The first user input is the name of the input. It will be shown to the user in the UI and is also the name of the GET parameter that controls this block when calling the pipe feed. The second user input is the default value that will be used when the parameter is not set. It has one output, which is the text that will be used by the connected input.

In this example usage, the pipe filters a user-choosable feed for a search term the user selects as well. The default feed is the one from the New York Times, and the default search term is Trump. That pipe can be found here.

ForEach

Use this block to repeat the action of a download or feed block for every item of the input feed. Those blocks normally work with the user provided text input, to download a specific url for example. With the ForEach block, instead of acting on a single manually provided URL you could download all the URLs you extract from somewhere else. This can for example be useful to create full text RSS feeds. To control the action of the block, drop a download or feed block on it.

The block takes the items it is supposed to act upon as input, usually provided by an extraxt block. It outputs the downloaded URLs (as items in an RSS feed) or fetched feeds (with all the items appended), depending on its configuration.
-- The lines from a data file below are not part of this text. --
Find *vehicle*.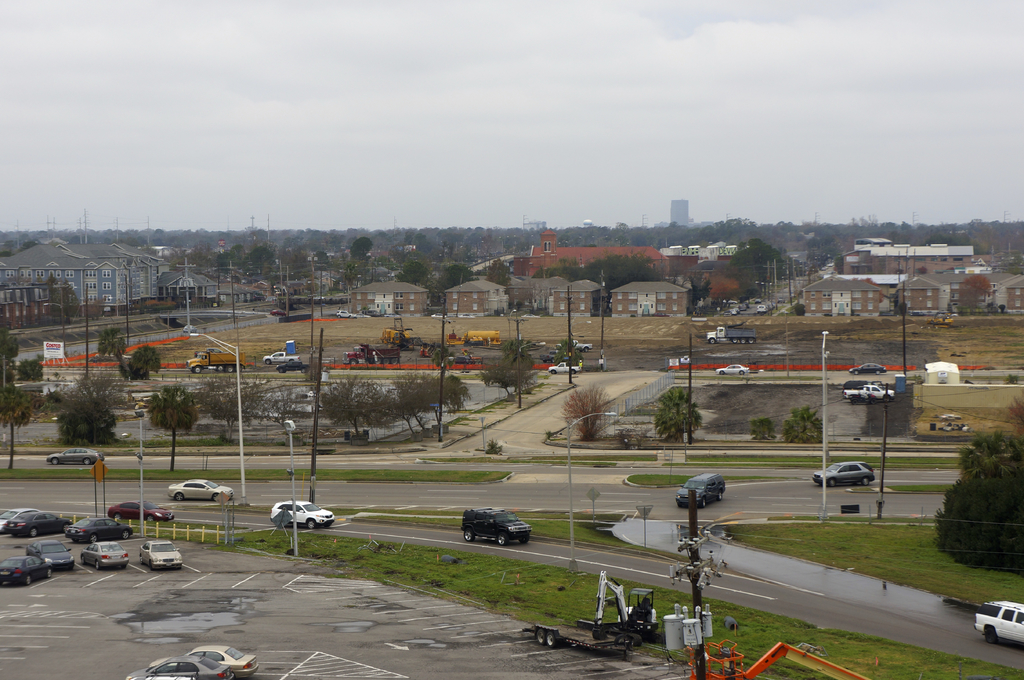
crop(261, 347, 300, 366).
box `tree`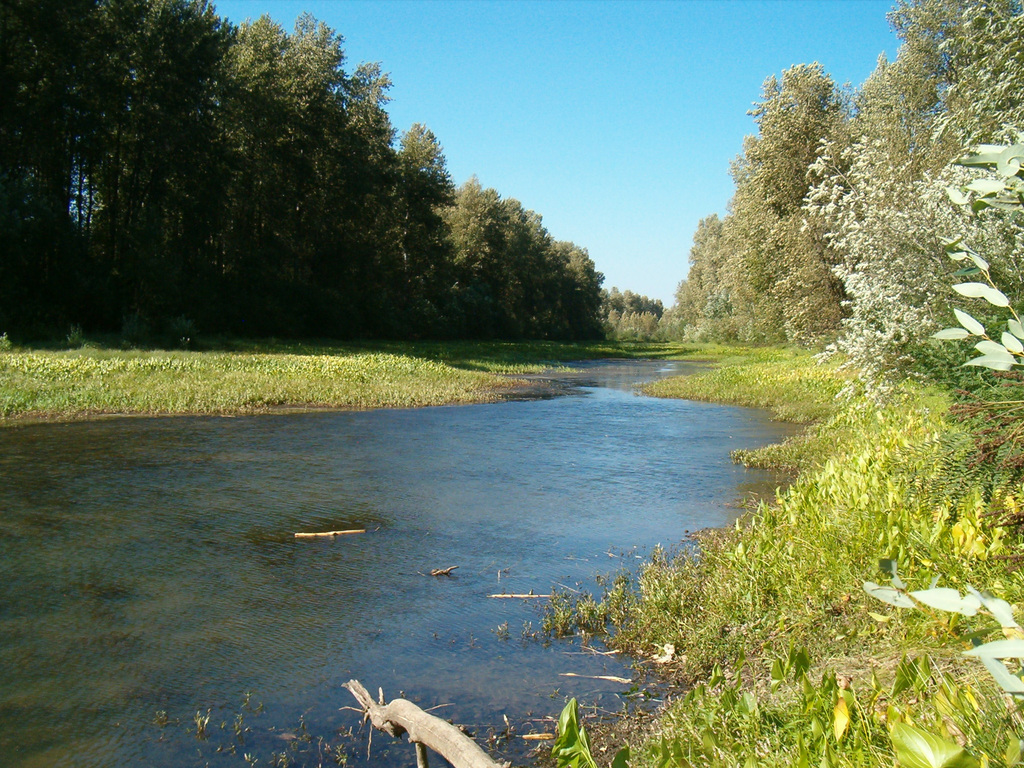
Rect(711, 68, 858, 373)
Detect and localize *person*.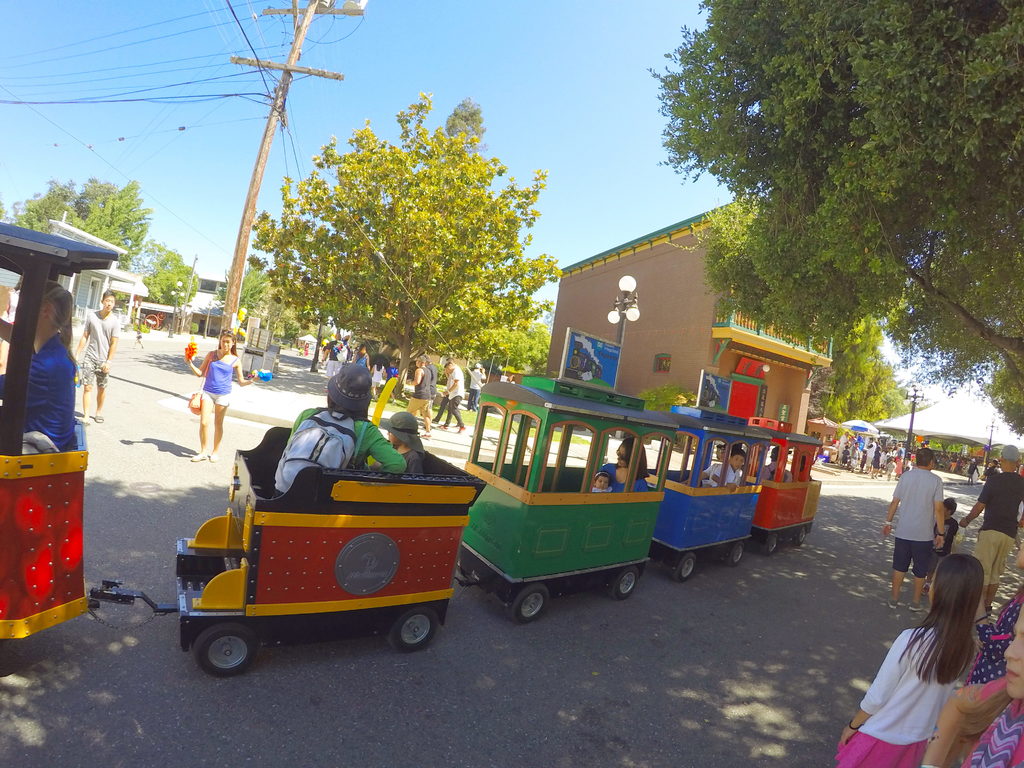
Localized at left=273, top=355, right=408, bottom=497.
In this example usage the block is configured as download block. The output will be the first two pages linked in the RSS feed of onli-blogging.de.

Tweets (legacy)

As there is no trustworthy model for further access to the twitter API, the twitter block is now defunct.

Integrations

Pipes has blocks to fetch data comfortably from some other sites. Those service specific blocks usually take a user or channel name or an url. They then return a normalized RSS feed with updates specific to the target site. Currently supported sites are:

  1. Twitter, see here
  2. Vimeo
  3. Dailymotion
  4. Periscope
  5. UStream
  6. Mixcloud
  7. SVT Play
  8. Speedrun.com
  9. Youtube, integrated into the Feed block

Pipes does not have a special agreement with those sites. It just accesses (hidden) existing RSS feeds or uses APIs to create them. For some of those blocks Pipes calls RSS Box to do the feed discovery and creation work.